Chinese tech entrepreneur Jack Ma, founder and former chairman of eCommerce Giant Alibaba and formerly the wealthiest man in China, has recently announced plans to restructure his fintech empire Ant Group after falling out of favour with Chinese Communist Party leadership. Along with his recent muted reappearance after disappearing for nearly three months, this marks Ma’s complete submission to the CCP and represents the symbolic victory of Chinese President Xi Jinping’s plan to reassert party dominance over China’s economy.

China’s post-Mao transition to a “socialist market system” saw explosive growth in its private sector, including an internet boom in the ’90s. And while system-disrupting, swashbuckling entrepreneurship has been a driving force behind this boom, the rapid rise of China’s current tech giants could not have happened without tacit party support at the least, including generous state funding and help eliminating foreign competition. Since coming to power, Xi Jinping has sought to greatly increase party involvement in private enterprises, from backdoor takeovers to pressuring private firms to create party committees, to punishing executives with flamboyant public personas.

Ma, despite maintaining an extravagant persona, had avoided the party’s wrath for longer than most, even stepping down from a day-to-day role in Alibaba, his e-commerce empire. This was interpreted by many as a move to reduce party scrutiny on his growing power and popularity. However, as opposed to other entrepreneurs, he did not submit to the party rhetoric. While others have been courting the party’s favour, from crediting company growth to “Xi Jinping Thought on Socialism” to slathering praise on the Communist party, Jack Ma has stood out as a more independent voice.

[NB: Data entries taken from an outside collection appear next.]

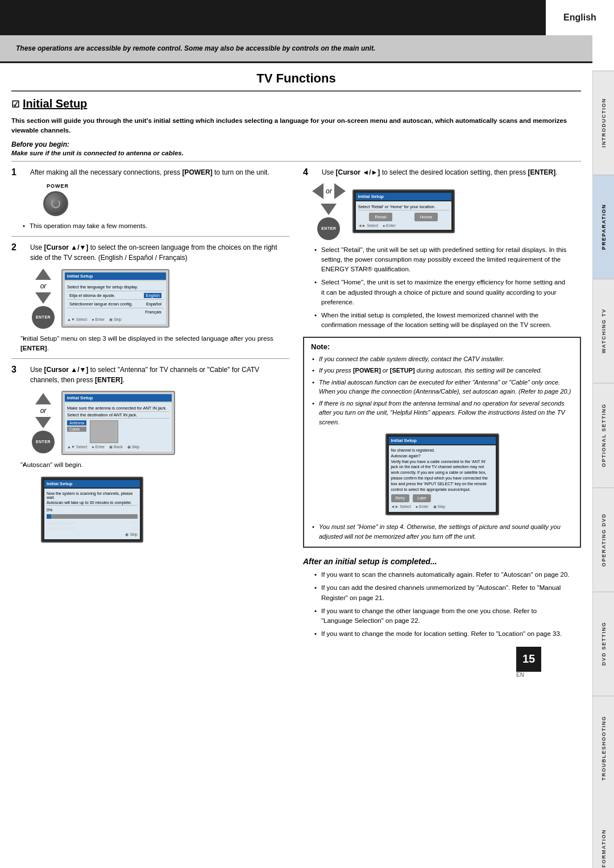 The image size is (614, 868). What do you see at coordinates (604, 849) in the screenshot?
I see `sidebar-label-information: INFORMATION` at bounding box center [604, 849].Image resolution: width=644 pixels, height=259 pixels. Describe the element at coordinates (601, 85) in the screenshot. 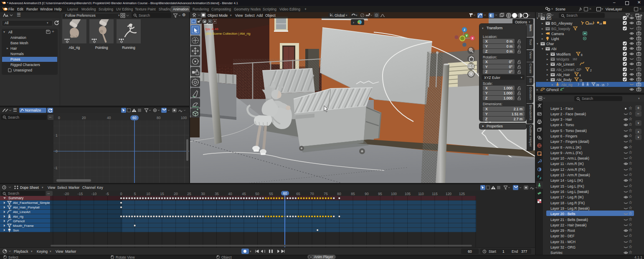

I see `svg-text: 28 - 15` at that location.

In a speech he gave in October, Ma criticized China’s financial regulators, reportedly invoking the personal involvement of Xi Jiping in halting the imminent IPO of Ma’s Ant Group. Followed by an antitrust investigation and a warning to Ma not to leave the country, the CCP’s reining-in of Ma’s empire and persona left many questioning whether Ma would become yet another seemingly all-powerful tycoon who disappeared into China’s carceral system for criticizing the party. Jack Ma’s humble reentry into the public eye, appearing in a live-streamed address to rural educators, has quelled these fears, but such a huge deviation from his characteristic bombast seems to suggest his buckling to the CCP.

Though public sentiment has, as it often does in Xi’s China, followed the party in turning on Jack Ma, the people of China have the most to lose to the increasing party control over Chinese firms that Ma’s taming represents.

Neither investors nor the Chinese people are directly threatened by a further economic slowdown many associates with state-dominated growth models. Xi has a history of allowing privatization and free markets when necessary, even from his time as Governor of Zhejiang, and many have posited that increased CCP control may benefit the already-stagnating economy by acting as ‘industrial policy on steroids’. If anything, despite clearly recognizing concern over CCP economic intervention, foreign enthusiasm for investing in China has only increased. It is clear that the constant scrutiny of party committees, limits on economic freedoms, and even human rights abuses count little against China’s advantages of easy exploitation of labour, low corporate taxes, and logistical centralization. Investors will not suffer from Xi’s reassertion, and indeed do not even seem too concerned about it.

Instead, the CCP’s tightening grip on the Chinese economy will be disastrous to the rights and power of ordinary Chinese people, even without considering how an extension of state control over Chinese internet giants may exacerbate China’s high-tech Orwellian state. There have long been calls for China to redistribute wealth—and in turn power—among its people, yet the CCP seems dead set on doing the opposite: having centralized economic power into a core group of elite firms and executives, it is easier now for Xi to grab the reins. In supporting the expansion and agglomeration of power into corporate giants like Ma’s, China has limited the possibilities for entrepreneurship; in now tethering these giants beneath party control, the CCP is demonstrating that even the most successful cannot escape its grasp.

In China’s “socialist market economy”, money is still power, but by taming the face of Chinese entrepreneurship, the Communist party has signalled that while firms may be too big to fail, no one is too big to regulate.